## [TASK STATEMENT]
Scan the records beneath this line for the line holding "reading: 21 V" and the line holding "reading: 4.4 cm", then transcribe exactly those two and all lines between.

## [SUPPLIED RECORDS]
=== Section Start ===

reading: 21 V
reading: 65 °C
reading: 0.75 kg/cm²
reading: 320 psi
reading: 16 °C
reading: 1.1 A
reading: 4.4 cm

=== Section End ===
=== Section Start ===

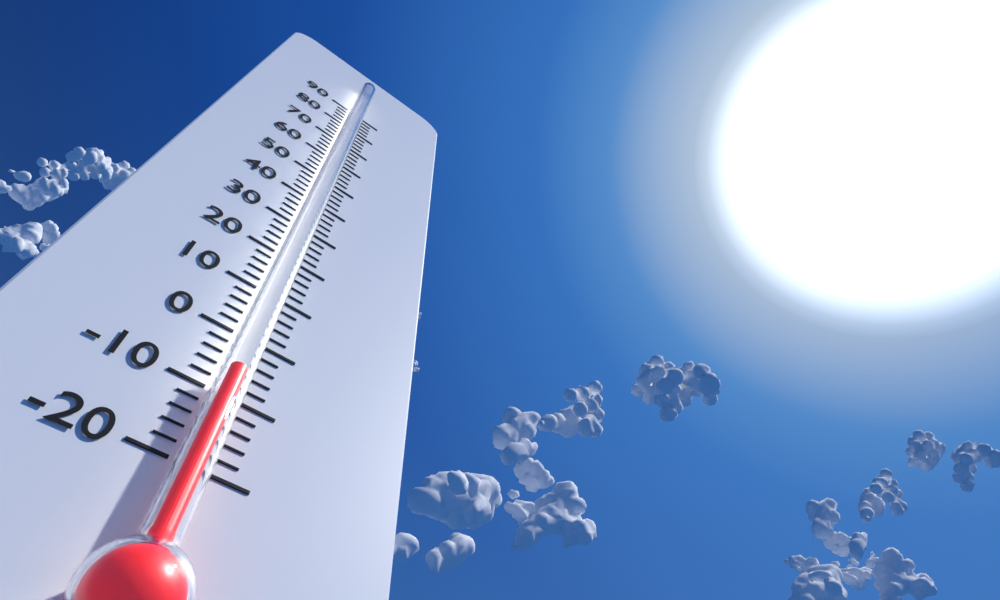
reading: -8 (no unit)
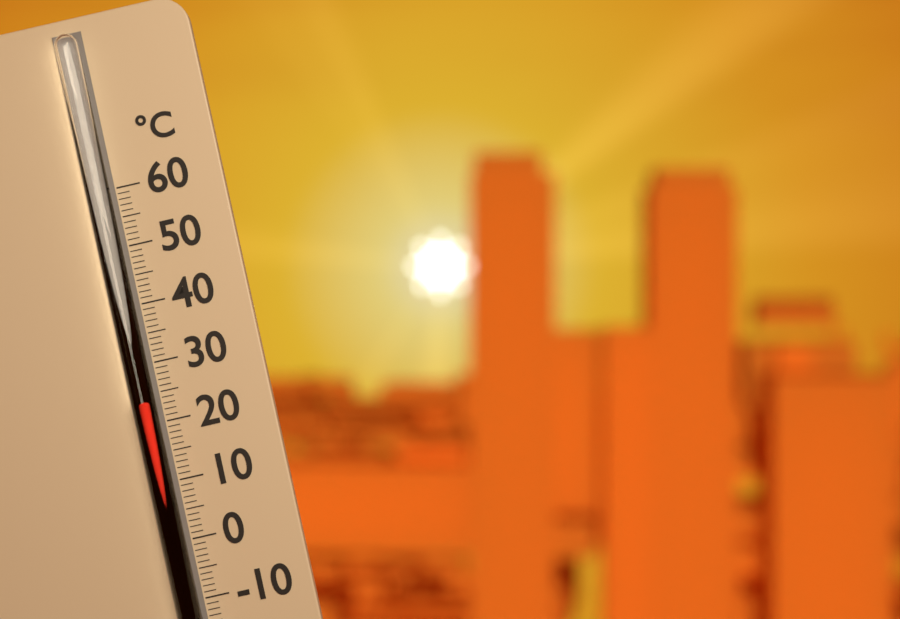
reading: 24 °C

=== Section End ===

## [SOLVED PROBLEM]
reading: 21 V
reading: 65 °C
reading: 0.75 kg/cm²
reading: 320 psi
reading: 16 °C
reading: 1.1 A
reading: 4.4 cm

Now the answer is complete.